The most powerful motive, that could be adduced by the prosecution for placing him in the defendant’s dock, was the claim that Judaism enjoined its adherents to practice ritual murder, and the fact, that Menachem Beilis was the only Jew residing in the vicinity where the body had been found. He was subject to a long period of torture and cross-examination in the vain hope of extorting a confession.
After being incarcerated for two years, Beilis was finally bought to trial. By now, the government’s plan had misfired completely. Public opinion, both throughout the nation and the world, had rallied behind Beilis and condemned the case as a tragic mockery of justice.

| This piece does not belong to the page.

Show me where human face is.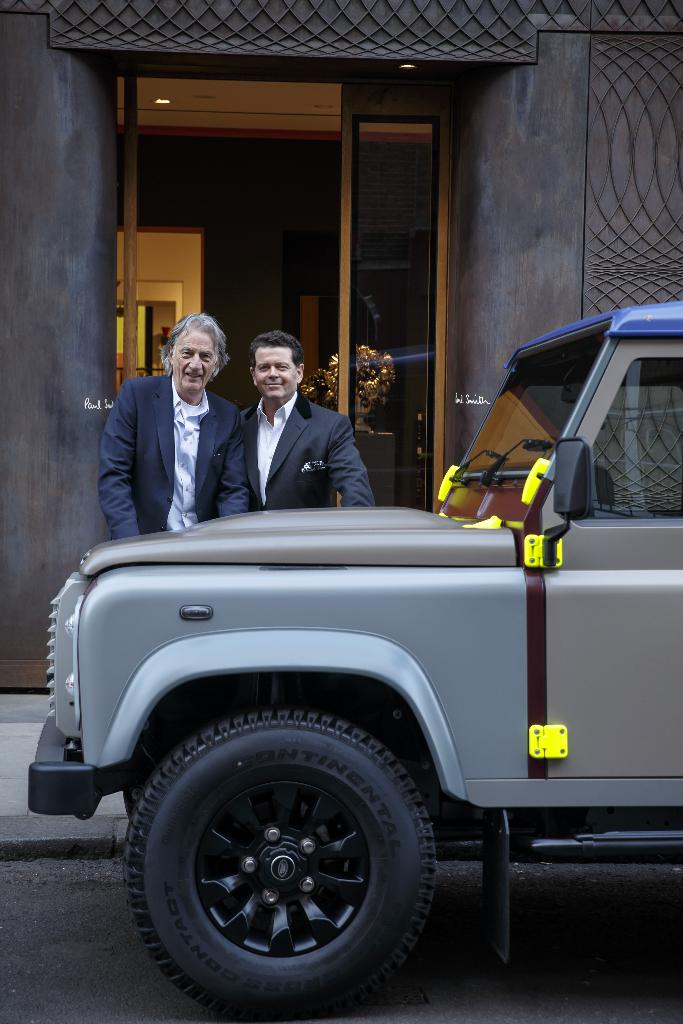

At the trial itself, witness after witness pointed an accusing finger, not at Beilis, but at Vera Tchebiriak, mother of a friend of the dead boy, and a person of unsavory repute. Intended to be a witness for the prosecution, her testimony did not bear up to cross-examination, and she proved to be her own worst enemy. In addition, so-called “theological evidence” produced by a Father Pranaitis to demonstrate, that the Jewish religion itself prescribed ritual murder, was demolished by the defense, who produced a serious scholar to testify. The same fate befell another expert, who suggested, that the murder bore all the signs of a religious crime of vengeance.
The result was by now predictable. After a trial that lasted thirty-four days, the jury handed in a verdict of not guilty.
Menachem Mendel Beilis walked out of courtroom a free man amid an outburst of spontaneous rejoicing. Later in life, after an unsuccessful attempt to settle in Palestine, he moved to the United States where he wrote his memoirs, "Die Geshichte fun Meine Leiden" (“The Story of My Life,” New York, 1925).
Beilis’s story inspired Bernard Malamud’s novel "The Fixer", which was also a noteworthy film.